Blood glucose can be a fickle thing. At least, for those of us with diabetes who manage our condition with medication, diet, and exercise, blood glucose numbers can seem to, of their own caprice, dive precipitously with no rhyme or reason.
Fortunately for most of us — around a fifth of people with Type 1 diabetes exhibit hypoglycemia unawareness — the warning signs of a low blood glucose (hypoglycemia) show up and nudge us in a corrective direction. Hunger, often an eat-the-shelf type of hunger (fridge shelf or pantry, or both, take your pick), sweating, the feeling of weakness or loss of some cognitive function — such as having trouble speaking — are some of the symptoms we have all experienced.
For me, I’ve come to learn that a lightness in my legs that then creeps up into my belly shows up when I’m around 70 mg/dl. At that point it’s not going to be long before I go clammy. Legs, back, shoulders… I’ll begin to feel as if I’m coming out of a bad dream in the heat of the summer and the night sweats are upon me. I need food. I need carbohydrates. The Incredible Hulk of Hunger emerges and it’s quite difficult to beat that beast back down once it’s unleashed.
That is why I try to stay on top of any initial low blood glucose warning signs and treat them with 15 grams or so of carbohydrate, as well as make sure to check my blood glucose as often as possible. I am, however, mortal, and therefore I’m going to make mistakes. Sometimes I’ll overbolus, or I won’t prepare adequately for a workout. Or I’ll (stupidly) stack a bolus when the first one doesn’t take as quickly as I think it should (insulin or bolus stacking, quickly, is “the practice of providing correction-dose insulin before a prior dose of prandial insulin (or the peak action of NPH insulin) has had its full effect,” a definition I pulled from here). I own up to those mistakes, and when a low happens because of these things I have done, or haven’t done, I learn, and I try not to do that ever again.
Yet I’m also a person with diabetes who uses insulin, who doesn’t have a fully functioning pancreas. I’m a person whose body just doesn’t work correctly. So no matter how careful or aware I try to be about what’s going on with my blood glucose, and no matter that I’ve tried to do everything the same way I’ve done these same things every day for the past two months or two years, there is an aspect of the body and environment and ever-so-slight — most often imperceptible — deviation from routine that has the potential to turn a happy, normal blood-glucose number (and thus a functioning and normal Eric) into an unhappy, low blood glucose number (and thus a less-than-stellar Eric) well inside of thirty minutes. Maybe sooner.
The problem is that sometimes this transition from good blood glucose to bad blood glucose happens so quickly that I don’t get the body’s normal hypoglycemic warning signals. Or… or as happened recently, I get different warning signals that I haven’t yet learned are warning signals. Last week, for example, I was working out at the gym. I’d had two bananas in the half hour before I started exercising. I’d set the temporary basal rate on my insulin pump to about 60% of the normal rate three to four hours prior to working out, and I checked my blood glucose several times in the thirty minutes before exercising. Everything was copasetic.
About 45 minutes into my routine I get really tired. That’s all. Just tired. No weak legs. No sweating. No feelings of ravenousness. OK, I admit: after a ten-minute cardio warm-up and thirty minutes of lifting, yes, my legs might be tired, but they didn’t feel weak in the same way a low feels; and yes, I was already sweating, but sweating from exercise, from exertion, which is much different than the clammy low-blood-sugar-imminent beady sweat that I know all too well.
I speculate that the exercise masked my normal symptoms. At some point way back when I first got diabetes and was over-reading everything I could get my hands on, I read about this and I knew this could happen. Except I’d since forgotten. I’d grown complacent. And I was working out in ignorant bliss because my routine had been going so well, moving along for months without insult or injury.
Then that tired hit me. The yawn. Such a fit of yawning mid-set. Yet I wasn’t tired. It was that my blood glucose had dipped to about 66 mg/dl. I know, because eventually I grew suspicious and went into the locker room to check my numbers.
The only thing I recall that could have tipped me off to these numbers was my yawning. Hard yawning.
Yawns are now part of my mental checklist of possible low blood glucose indicators.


• Requirement
Write out every line below that contains "variables".

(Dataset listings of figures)
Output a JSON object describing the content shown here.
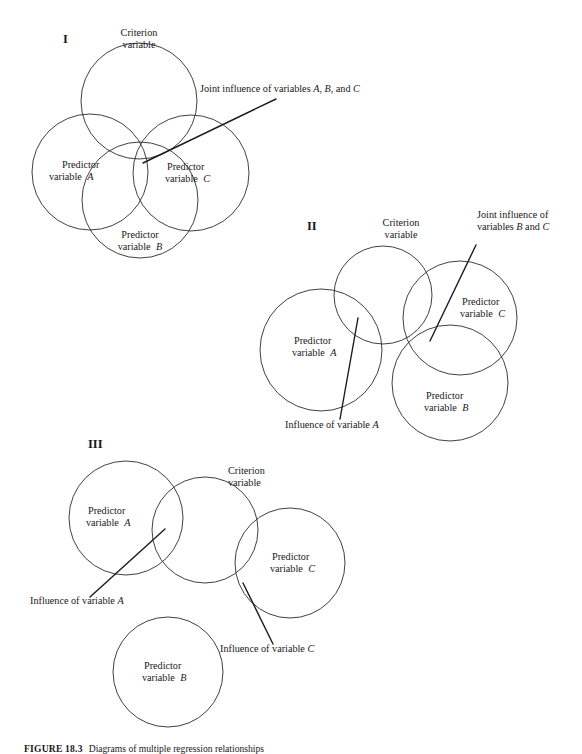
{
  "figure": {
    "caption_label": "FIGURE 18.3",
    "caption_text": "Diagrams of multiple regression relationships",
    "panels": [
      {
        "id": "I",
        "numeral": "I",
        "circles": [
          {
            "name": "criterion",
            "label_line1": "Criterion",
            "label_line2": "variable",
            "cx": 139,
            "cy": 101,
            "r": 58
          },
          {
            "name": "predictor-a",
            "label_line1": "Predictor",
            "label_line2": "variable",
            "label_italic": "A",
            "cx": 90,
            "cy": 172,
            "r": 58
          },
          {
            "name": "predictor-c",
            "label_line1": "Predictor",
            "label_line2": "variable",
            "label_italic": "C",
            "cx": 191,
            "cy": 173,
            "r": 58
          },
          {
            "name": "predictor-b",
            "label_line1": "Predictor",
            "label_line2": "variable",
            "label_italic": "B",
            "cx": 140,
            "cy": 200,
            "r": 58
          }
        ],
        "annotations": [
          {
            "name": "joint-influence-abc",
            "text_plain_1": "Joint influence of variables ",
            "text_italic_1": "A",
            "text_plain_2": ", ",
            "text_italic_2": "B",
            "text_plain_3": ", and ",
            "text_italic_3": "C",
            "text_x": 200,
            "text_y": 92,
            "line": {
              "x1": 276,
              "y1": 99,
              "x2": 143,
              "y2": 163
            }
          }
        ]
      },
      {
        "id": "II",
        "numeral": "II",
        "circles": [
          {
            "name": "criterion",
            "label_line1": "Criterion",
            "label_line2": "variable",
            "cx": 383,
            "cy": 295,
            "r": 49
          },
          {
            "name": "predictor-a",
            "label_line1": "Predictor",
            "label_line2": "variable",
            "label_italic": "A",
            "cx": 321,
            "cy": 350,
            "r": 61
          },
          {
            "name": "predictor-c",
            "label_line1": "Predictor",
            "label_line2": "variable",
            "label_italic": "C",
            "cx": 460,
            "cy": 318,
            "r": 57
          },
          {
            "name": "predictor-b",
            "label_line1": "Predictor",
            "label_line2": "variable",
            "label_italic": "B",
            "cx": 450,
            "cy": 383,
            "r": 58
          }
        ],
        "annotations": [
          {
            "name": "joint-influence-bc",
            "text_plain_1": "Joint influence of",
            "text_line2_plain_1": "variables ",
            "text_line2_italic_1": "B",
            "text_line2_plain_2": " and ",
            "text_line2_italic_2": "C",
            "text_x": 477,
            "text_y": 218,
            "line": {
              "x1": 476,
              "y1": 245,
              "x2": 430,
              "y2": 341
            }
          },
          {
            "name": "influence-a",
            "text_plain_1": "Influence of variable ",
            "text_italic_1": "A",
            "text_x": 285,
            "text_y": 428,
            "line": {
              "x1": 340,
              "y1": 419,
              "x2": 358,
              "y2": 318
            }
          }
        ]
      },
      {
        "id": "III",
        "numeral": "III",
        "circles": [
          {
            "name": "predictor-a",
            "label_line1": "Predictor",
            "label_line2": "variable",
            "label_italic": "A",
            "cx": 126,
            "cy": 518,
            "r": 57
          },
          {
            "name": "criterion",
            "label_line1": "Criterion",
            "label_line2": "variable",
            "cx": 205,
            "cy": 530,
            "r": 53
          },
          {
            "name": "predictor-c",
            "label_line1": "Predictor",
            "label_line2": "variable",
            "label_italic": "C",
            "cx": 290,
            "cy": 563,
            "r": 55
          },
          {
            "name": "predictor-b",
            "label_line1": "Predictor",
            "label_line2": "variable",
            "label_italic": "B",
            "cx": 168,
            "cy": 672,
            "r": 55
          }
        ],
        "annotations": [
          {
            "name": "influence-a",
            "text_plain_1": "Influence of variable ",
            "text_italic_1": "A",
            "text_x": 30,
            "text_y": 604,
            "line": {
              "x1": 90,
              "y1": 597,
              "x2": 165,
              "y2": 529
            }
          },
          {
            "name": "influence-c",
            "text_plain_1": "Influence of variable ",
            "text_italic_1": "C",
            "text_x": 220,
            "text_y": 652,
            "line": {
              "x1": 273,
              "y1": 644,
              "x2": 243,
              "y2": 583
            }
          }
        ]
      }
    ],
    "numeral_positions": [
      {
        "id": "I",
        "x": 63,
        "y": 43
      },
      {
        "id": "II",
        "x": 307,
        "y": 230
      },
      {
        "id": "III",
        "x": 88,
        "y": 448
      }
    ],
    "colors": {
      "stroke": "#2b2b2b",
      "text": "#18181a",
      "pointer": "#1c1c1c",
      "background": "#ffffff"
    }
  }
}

* * *

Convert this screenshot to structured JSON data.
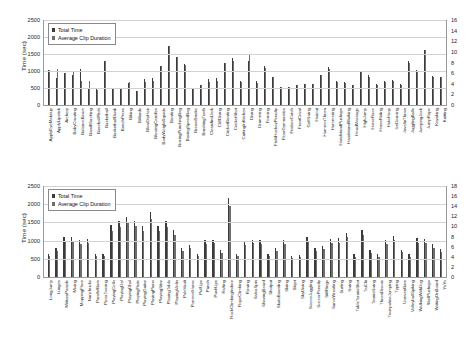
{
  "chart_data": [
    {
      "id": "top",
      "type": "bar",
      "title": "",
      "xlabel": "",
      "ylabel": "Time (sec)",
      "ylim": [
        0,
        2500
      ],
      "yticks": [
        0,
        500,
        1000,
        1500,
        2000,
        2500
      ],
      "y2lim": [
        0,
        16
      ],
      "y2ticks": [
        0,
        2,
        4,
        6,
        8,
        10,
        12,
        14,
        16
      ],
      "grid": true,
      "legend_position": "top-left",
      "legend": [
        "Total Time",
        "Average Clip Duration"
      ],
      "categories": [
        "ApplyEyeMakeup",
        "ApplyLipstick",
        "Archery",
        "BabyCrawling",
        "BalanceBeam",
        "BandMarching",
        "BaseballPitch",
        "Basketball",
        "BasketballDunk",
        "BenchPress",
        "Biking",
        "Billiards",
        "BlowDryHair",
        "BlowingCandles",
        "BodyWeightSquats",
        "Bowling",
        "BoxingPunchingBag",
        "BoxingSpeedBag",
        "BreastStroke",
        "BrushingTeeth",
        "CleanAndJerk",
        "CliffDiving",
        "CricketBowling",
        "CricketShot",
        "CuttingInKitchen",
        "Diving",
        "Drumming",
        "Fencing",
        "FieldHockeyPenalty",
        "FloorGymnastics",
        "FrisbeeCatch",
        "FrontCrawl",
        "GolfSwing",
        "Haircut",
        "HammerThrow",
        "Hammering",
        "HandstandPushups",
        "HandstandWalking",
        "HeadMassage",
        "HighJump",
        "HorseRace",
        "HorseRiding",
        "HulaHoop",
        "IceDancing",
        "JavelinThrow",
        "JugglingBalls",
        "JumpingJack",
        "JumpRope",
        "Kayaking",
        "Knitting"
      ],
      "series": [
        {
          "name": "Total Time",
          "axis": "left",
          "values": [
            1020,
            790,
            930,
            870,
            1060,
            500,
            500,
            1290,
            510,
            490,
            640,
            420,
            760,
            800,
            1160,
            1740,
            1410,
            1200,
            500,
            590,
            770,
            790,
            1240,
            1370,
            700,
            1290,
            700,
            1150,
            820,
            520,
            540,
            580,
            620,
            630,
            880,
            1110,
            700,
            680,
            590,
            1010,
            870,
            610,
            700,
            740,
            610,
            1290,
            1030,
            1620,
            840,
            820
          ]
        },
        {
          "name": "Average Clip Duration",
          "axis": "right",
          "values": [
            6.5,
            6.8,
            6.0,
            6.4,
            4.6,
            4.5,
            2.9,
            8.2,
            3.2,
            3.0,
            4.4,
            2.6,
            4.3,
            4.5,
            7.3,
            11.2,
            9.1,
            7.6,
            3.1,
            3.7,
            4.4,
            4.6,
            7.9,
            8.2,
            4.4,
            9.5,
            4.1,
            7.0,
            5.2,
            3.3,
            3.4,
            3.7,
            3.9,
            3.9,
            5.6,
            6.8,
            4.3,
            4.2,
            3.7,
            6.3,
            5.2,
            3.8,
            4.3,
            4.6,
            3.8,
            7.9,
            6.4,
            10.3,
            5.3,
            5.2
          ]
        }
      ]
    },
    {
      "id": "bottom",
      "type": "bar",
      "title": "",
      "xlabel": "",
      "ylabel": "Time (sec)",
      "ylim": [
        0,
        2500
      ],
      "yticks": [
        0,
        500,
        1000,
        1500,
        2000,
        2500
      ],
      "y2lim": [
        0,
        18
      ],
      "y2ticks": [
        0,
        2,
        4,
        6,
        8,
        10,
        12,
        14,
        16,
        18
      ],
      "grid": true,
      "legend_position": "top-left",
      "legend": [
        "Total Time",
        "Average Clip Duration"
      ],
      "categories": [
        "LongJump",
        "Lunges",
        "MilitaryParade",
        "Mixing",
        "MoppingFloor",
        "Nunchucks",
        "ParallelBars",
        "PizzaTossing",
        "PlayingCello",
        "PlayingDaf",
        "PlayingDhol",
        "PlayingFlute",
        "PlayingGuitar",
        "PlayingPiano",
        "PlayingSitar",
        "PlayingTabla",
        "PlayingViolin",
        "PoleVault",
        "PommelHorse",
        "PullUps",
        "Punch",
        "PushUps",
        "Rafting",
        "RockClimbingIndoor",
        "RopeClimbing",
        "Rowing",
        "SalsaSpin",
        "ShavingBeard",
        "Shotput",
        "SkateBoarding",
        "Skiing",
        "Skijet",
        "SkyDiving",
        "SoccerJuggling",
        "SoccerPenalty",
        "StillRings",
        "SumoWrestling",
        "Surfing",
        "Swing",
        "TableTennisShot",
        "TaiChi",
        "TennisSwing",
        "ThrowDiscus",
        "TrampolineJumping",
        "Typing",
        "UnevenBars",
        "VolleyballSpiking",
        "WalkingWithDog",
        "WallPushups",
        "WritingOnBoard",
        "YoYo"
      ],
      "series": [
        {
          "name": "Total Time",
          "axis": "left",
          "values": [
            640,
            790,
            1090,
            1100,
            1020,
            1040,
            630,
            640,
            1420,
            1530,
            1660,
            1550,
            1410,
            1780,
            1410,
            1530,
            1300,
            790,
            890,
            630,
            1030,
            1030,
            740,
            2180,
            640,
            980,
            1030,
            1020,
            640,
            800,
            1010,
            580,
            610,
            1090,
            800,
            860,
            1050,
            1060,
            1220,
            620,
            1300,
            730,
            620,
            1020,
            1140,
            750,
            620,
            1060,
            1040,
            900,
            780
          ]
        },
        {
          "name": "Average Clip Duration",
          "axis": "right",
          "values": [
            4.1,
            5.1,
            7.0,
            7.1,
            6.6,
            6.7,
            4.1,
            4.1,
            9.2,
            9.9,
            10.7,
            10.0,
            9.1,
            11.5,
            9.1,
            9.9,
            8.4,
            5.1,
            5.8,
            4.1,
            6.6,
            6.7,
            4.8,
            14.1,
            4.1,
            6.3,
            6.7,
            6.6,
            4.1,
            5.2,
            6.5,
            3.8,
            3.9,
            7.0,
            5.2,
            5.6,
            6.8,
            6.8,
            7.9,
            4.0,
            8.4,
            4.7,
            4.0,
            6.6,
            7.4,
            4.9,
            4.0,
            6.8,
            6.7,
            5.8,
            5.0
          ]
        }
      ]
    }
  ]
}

• Written answer
            "text_plain_1": "Joint influence of variables ",
            "text_line2_plain_1": "variables ",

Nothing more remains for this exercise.